▶ [Work item]: Could you please reproduce every record below exactly, leaving out the pictures?

━━━━━━

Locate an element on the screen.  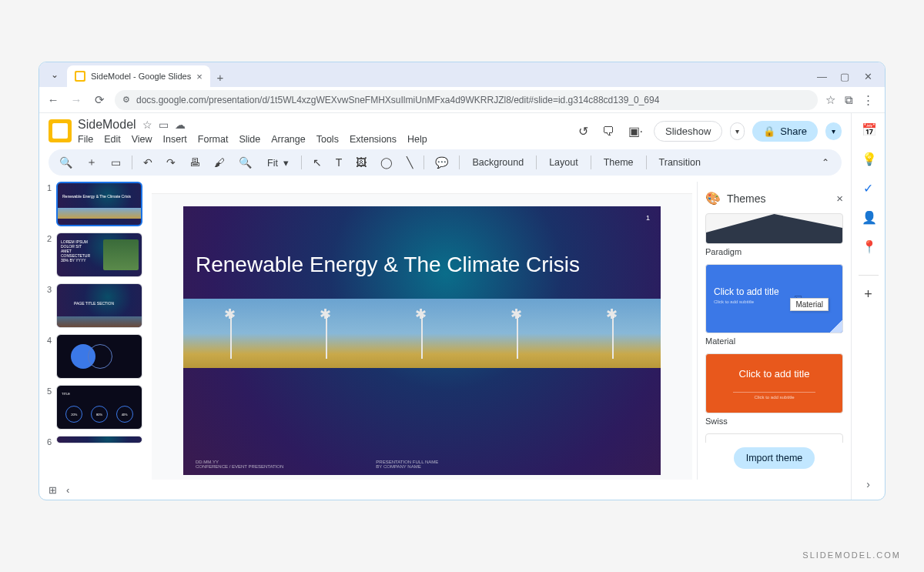
menu-bar: File Edit View Insert Format Slide Arran… is located at coordinates (253, 139).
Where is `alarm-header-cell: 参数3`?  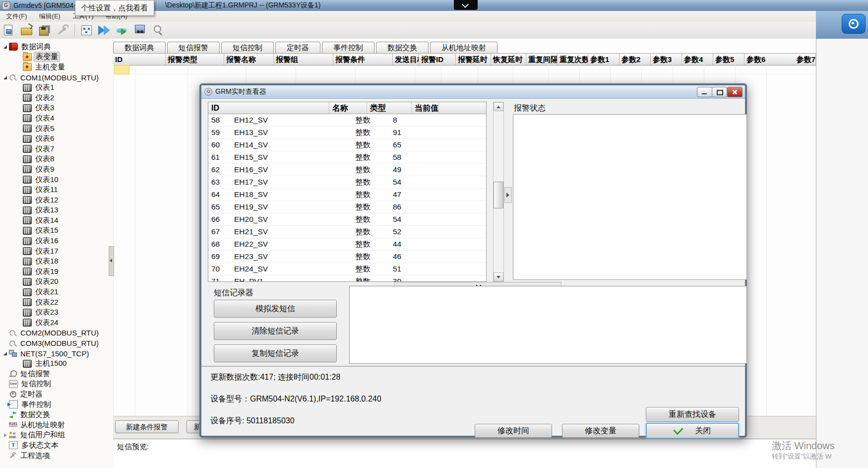
alarm-header-cell: 参数3 is located at coordinates (667, 60).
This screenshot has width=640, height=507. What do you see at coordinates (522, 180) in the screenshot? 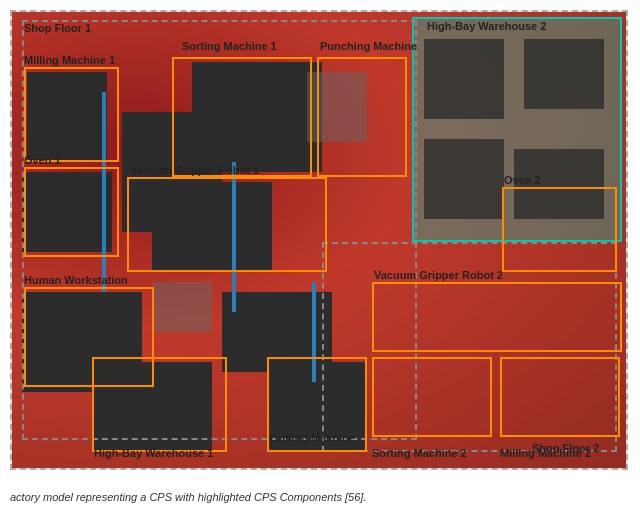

━━━━━━

▶ [Task result]:
Locate an element on the screen.  
menu-bar: File Edit View Insert Format Slide Arran… is located at coordinates (253, 139).
Where is `alarm-header-cell: 参数3`?  
alarm-header-cell: 参数3 is located at coordinates (667, 60).
This screenshot has width=640, height=507. What do you see at coordinates (522, 180) in the screenshot? 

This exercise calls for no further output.